8
Mar 2008

Me and Maggie Thatcher

The news came across the wires. Thatcher’s been admitted to hospital, they said. Tests, they said. And I wondered if the old woman was going to die this time. Would this week be the one filled with headlines about her death? And what would those headlines read?

Certainly there’ll be the tributes. Lots and lots of tributes. And many of them will be coming from those who should know better. Or, at least, did know better. There’ll be hagiographies a-plenty and the long-compiled documentaries will finally get their airing.

But there’ll also be those unwilling to hide behind the worn shield of speaking no ill of the dead. Such a strange taboo. As though history were not already littered with the inglorious and often ill-spoke-of dead. No, some will refuse to remain mute. To allow the moment merely to pass in bitter remembrance, but respectful silence.

Because she has earned contempt. Not respect. And to allow the inevitable revisionist airbrushing to get underway without objection, without an attempt to provide balance. Some sense of reality. Now that would be a real crime.

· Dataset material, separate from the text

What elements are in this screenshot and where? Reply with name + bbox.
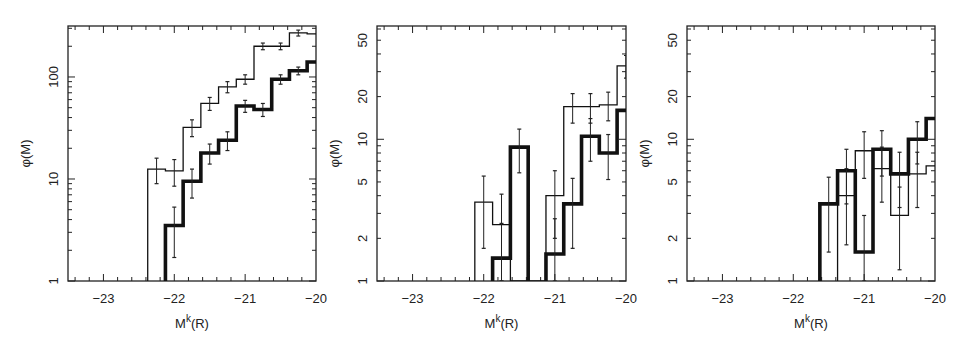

I was reading a messageboard. Somebody had posted the news of Thatcher’s hospitalisation. It was soon followed by the brief observation, “best news I’ve heard all day”. Someone else responded, “Can you think of a better PM in your lifetime…?” And it appears, as divisive as she was in power, she remains so today.

I didn’t experience Thatcher’s rule in the same way as many. I wasn’t living in Sheffield in the 1980s. Or Derry. Or Glasgow. Or North Wales. Or serving on the General Belgrano. In fact, when I arrived in England in the late 1980s, it was as someone in a position of privilege. That was thanks to the policies of decades of American presidents who aggressively promoted the interests of their transnational corporations, rather than anything Thatcher had done, but nonetheless I was never at the sharp end of her policies. Because of this, I don’t have that gut-level sense of jubilation at the thought of her death that some of the people I know possess.

All the same, even as a teenager I was aware both of how fortunate I was to be such an obvious beneficiary of capitalism, and also of how fundamentally unjust the entire system is. Some of my formative years were spent viewing “the developing world” from behind the windows of Hilton Hotels. If you’re one of those embarrassingly sensitive youngsters, that’s the kind of experience that poses lots of troubling questions.

Some people dismiss this as “liberal guilt”. But that’s bullshit. I’m Irish Catholic. What I don’t know about guilt isn’t worth knowing. It wasn’t guilt. Not for me anyway. No it was, rather, a sense of despair. I believed — as I still believe — that the human race has both the talent and the resources to ensure that millions of us don’t have to live in a condition of extreme poverty on the very edge of starvation. Yet we allow it to happen. More than that, we’ve built a global economic system that positively encourages it. Requires it, even. The collective will to help others simply did not exist within us. And the more I thought about that, the more angry I became.

But angry at who? Well first I was angry at God. For making me believe we were made in His image and then providing clear proof that we weren’t. Genuine religious faith is a terrible thing to lose, let me tell you. Then I got angry at my Dad. How dare he be so successful? How dare he try to elevate himself and his family above the suffering I so despised? And see, that didn’t make much sense either. Then I got really angry at myself. Much to my surprise, that didn’t do much good. And all the while I’ve been especially angry with The System. With The Man. Even when The Man was me.

And Thatcher, you see, is one of the many faces of that system. A personification of the injustices of the human race. She openly embraces that darkness in the human heart that condemns us to live out our worst aspects. My despair. My complicity. Even the futility of my opposition. All are contained within Maggie Thatcher. While her death won’t change any of that, it will at least represent that possibility. And for a few moments, I will enjoy that much.